Slovakia, a former Communist state has passed a legislation banning Islam from being registered as a religion.
According to Express UK, the legislation hints at a dramatic changing attitude towards the religion in the past year across the continent, which has struggled to stem the escalating migrant crisis.
The former communist state has fiercely resisted European Union (EU) efforts to cope with an influx of migrants travelling into Europe by turning its back on the bloc’s introduction of migrant quotas.
But prime minister Robert Fico’s government has repeatedly said Islam has no place in Slovakia. Attitudes toward the religion appear to reflect fear of so-called Islamisation.
Parliament adopted a bill sponsored by the Slovak National Party (SNS), which requires a religion to have at least 50,000 members, up from 20,000, to qualify for state subsidies and to run its own schools.
The change will make it much harder to register Islam, which has just 2,000 supporters in Slovakia according to the latest census and no recognised mosques.
The Islamic Foundation in Slovakia estimates the number at around 5,000.
The SNS said the new law was meant to prevent speculative registrations of churches, such as the satirical Church of the Flying Spaghetti Monster, which has amassed followers worldwide.
SNS chairman Andrej Danko said:“We must do everything we can so that no mosque is built in the future.”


• [Goal of the exercise]: Your copy should match the records exactly, except that it contains no pictures.

*** Opening of Task inputs ***

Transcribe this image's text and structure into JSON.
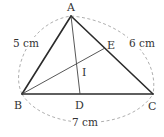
{
  "diagram": {
    "type": "triangle-angle-bisectors",
    "points": {
      "A": {
        "label": "A",
        "x": 71,
        "y": 16
      },
      "B": {
        "label": "B",
        "x": 22,
        "y": 94
      },
      "C": {
        "label": "C",
        "x": 153,
        "y": 94
      },
      "D": {
        "label": "D",
        "x": 80,
        "y": 94
      },
      "E": {
        "label": "E",
        "x": 105,
        "y": 48
      },
      "I": {
        "label": "I",
        "x": 78,
        "y": 64
      }
    },
    "segments": [
      {
        "from": "A",
        "to": "B",
        "style": "side"
      },
      {
        "from": "B",
        "to": "C",
        "style": "side"
      },
      {
        "from": "C",
        "to": "A",
        "style": "side"
      },
      {
        "from": "A",
        "to": "D",
        "style": "bisector"
      },
      {
        "from": "B",
        "to": "E",
        "style": "bisector"
      }
    ],
    "lengths": {
      "AB": "5 cm",
      "AC": "6 cm",
      "BC": "7 cm"
    },
    "colors": {
      "line": "#2b2b2b",
      "dashed_arc": "#9a9a9a",
      "text": "#333333"
    }
  }
}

*** Close of Task inputs ***

• [Answer to this task]:
Transcribe this image's text and structure into JSON.
{
  "diagram": {
    "type": "triangle-angle-bisectors",
    "points": {
      "A": {
        "label": "A",
        "x": 71,
        "y": 16
      },
      "B": {
        "label": "B",
        "x": 22,
        "y": 94
      },
      "C": {
        "label": "C",
        "x": 153,
        "y": 94
      },
      "D": {
        "label": "D",
        "x": 80,
        "y": 94
      },
      "E": {
        "label": "E",
        "x": 105,
        "y": 48
      },
      "I": {
        "label": "I",
        "x": 78,
        "y": 64
      }
    },
    "segments": [
      {
        "from": "A",
        "to": "B",
        "style": "side"
      },
      {
        "from": "B",
        "to": "C",
        "style": "side"
      },
      {
        "from": "C",
        "to": "A",
        "style": "side"
      },
      {
        "from": "A",
        "to": "D",
        "style": "bisector"
      },
      {
        "from": "B",
        "to": "E",
        "style": "bisector"
      }
    ],
    "lengths": {
      "AB": "5 cm",
      "AC": "6 cm",
      "BC": "7 cm"
    },
    "colors": {
      "line": "#2b2b2b",
      "dashed_arc": "#9a9a9a",
      "text": "#333333"
    }
  }
}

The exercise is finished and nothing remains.